Sherman Tate looks back on his life’s opportunities and, even when he reflects on the most difficult times, says without cynicism that he’s had it pretty good.
He served in a combat zone in Vietnam and endured racial hostility as a ground-breaking executive for one of Arkansas’ major utility companies, yet the experiences didn’t sour him and Tate has always maintained an appreciation for the breaks he’s gotten and the helping hands extended his way.
“I was in the right place at the right time,” Tate says.
Mentorship looms large in Tate’s career, which actually reads like four careers rolled into one. There is his long-time employment that took him to the upper levels of state government and to leadership positions in both higher education and some of the state’s most notable corporations.
There is his military career, which began with the aforementioned combat assignment as an enlisted draftee and ended with Tate’s retirement as a National Guard colonel.
There are the two consulting firms, The Domino Effect and HT & Associates, that Tate began within the past five years.
And finally, there is the mentoring program, a Little Rock chapter of 100 Black Men of America, that Tate became involved with 10 years ago to help provide African-American boys the kind of adult guidance that served Tate so well when he was growing up in Marvell.

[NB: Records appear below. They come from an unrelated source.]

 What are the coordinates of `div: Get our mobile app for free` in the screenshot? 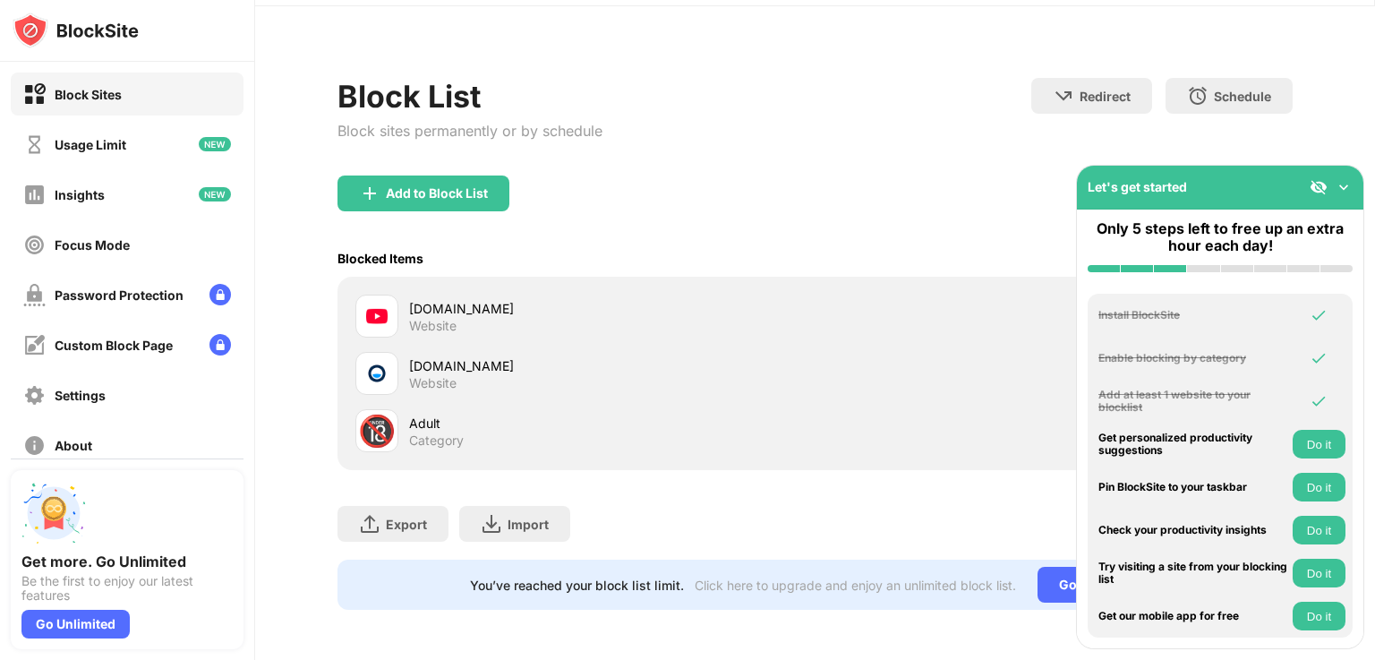 It's located at (1193, 616).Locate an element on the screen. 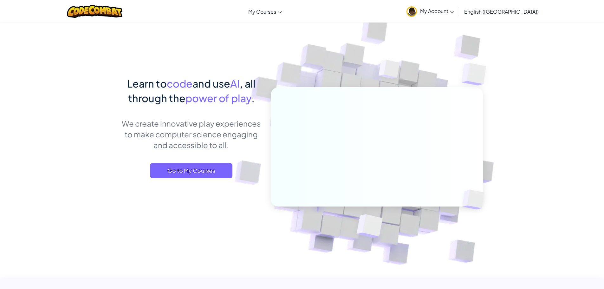  span: Learn to is located at coordinates (147, 83).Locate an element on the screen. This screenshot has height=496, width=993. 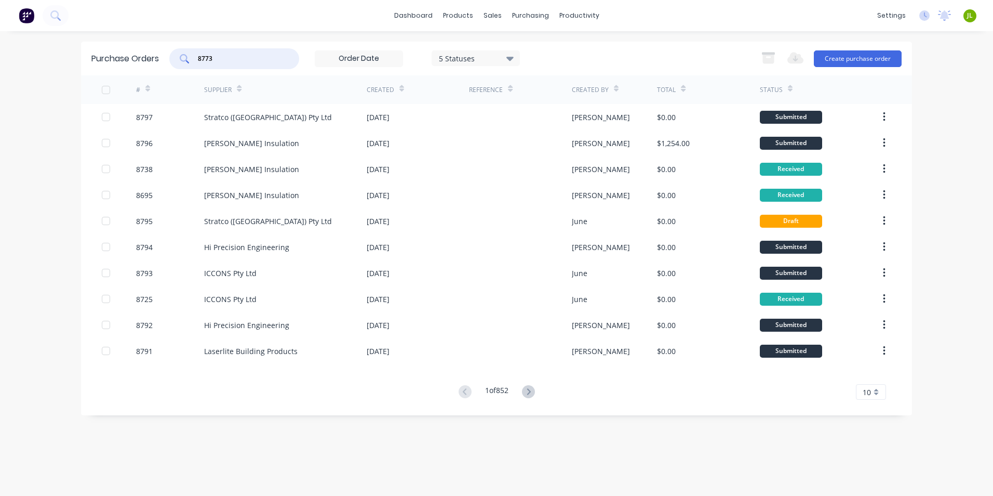
div: sales is located at coordinates (492, 16).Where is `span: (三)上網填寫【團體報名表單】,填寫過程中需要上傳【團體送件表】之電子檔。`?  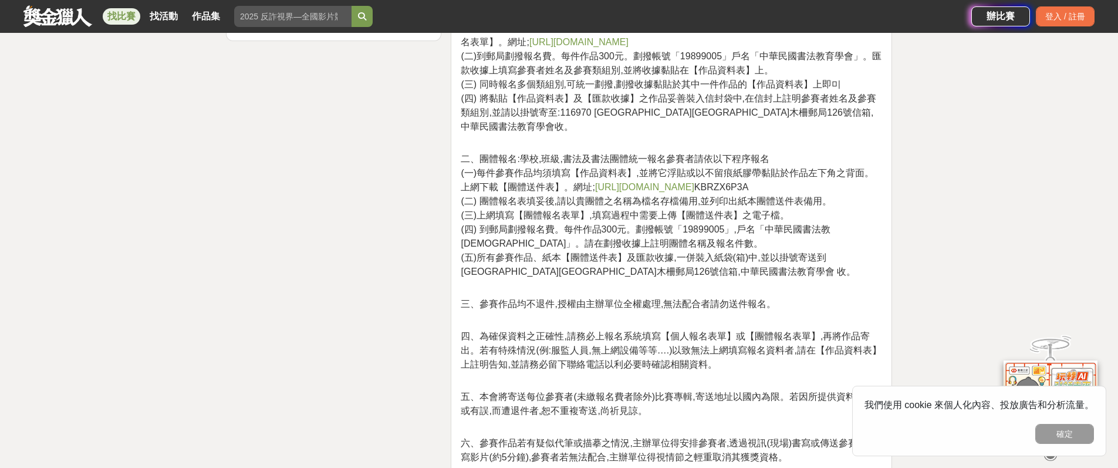
span: (三)上網填寫【團體報名表單】,填寫過程中需要上傳【團體送件表】之電子檔。 is located at coordinates (624, 215).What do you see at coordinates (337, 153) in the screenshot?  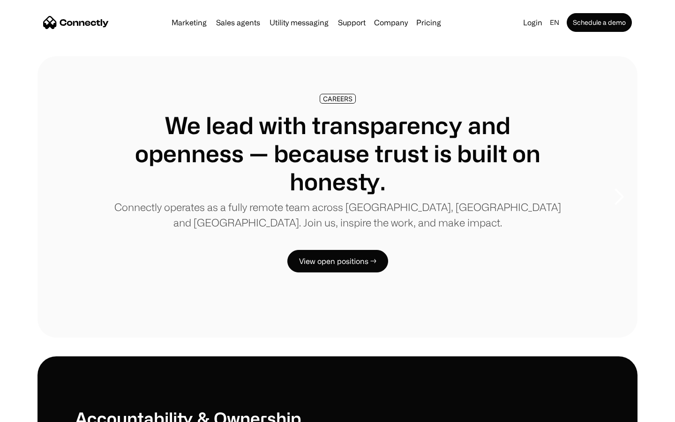 I see `h1: We lead with transparency and openness — because trust is built on honesty.` at bounding box center [337, 153].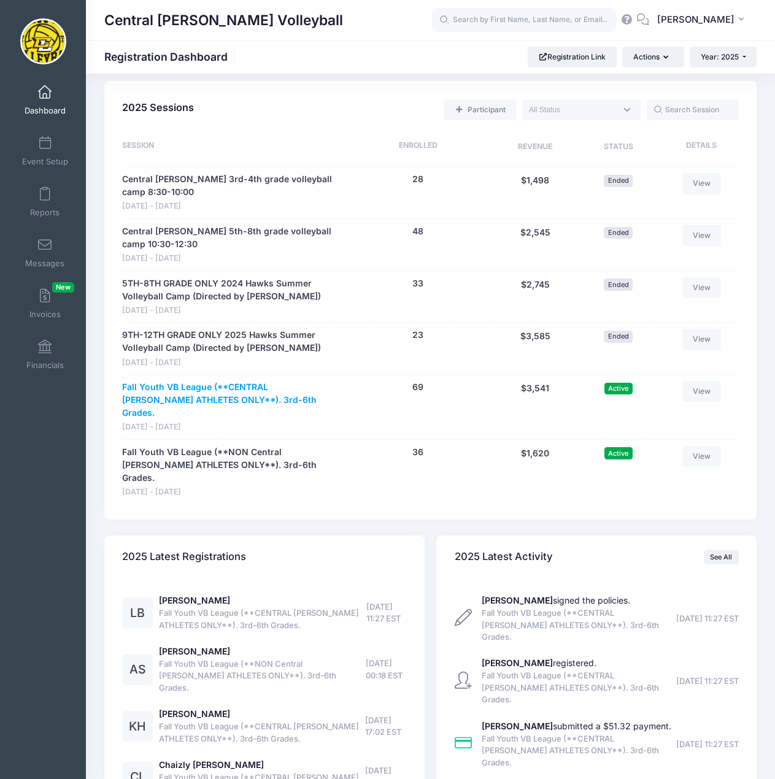 The width and height of the screenshot is (775, 779). Describe the element at coordinates (692, 110) in the screenshot. I see `input: Search Session` at that location.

“So many of the little black kids, especially boys, have never had a positive role model, a male role model, in their lives,” says Tate, a past president of the greater Little Rock chapter of 100 Black Men, which strives to help through guidance and material assistance.
It may have all started with one of Tate’s first mentors, his mother Annie who made sure he was able to read, write and do multiplication before he ever enrolled in grade school.
“Honestly it was a ‘Leave it to Beaver’ environment growing up,” says Tate, 69, of his near-idyllic youth on the family farm in the “booming metropolis of Marvell.”
Tate describes a mother and father (Rufus) who “were just wonderful,” a friendly community and a bucolic life on the farm where his family raised row crops, mostly cotton, and Tate was in charge of tending to the numerous animals.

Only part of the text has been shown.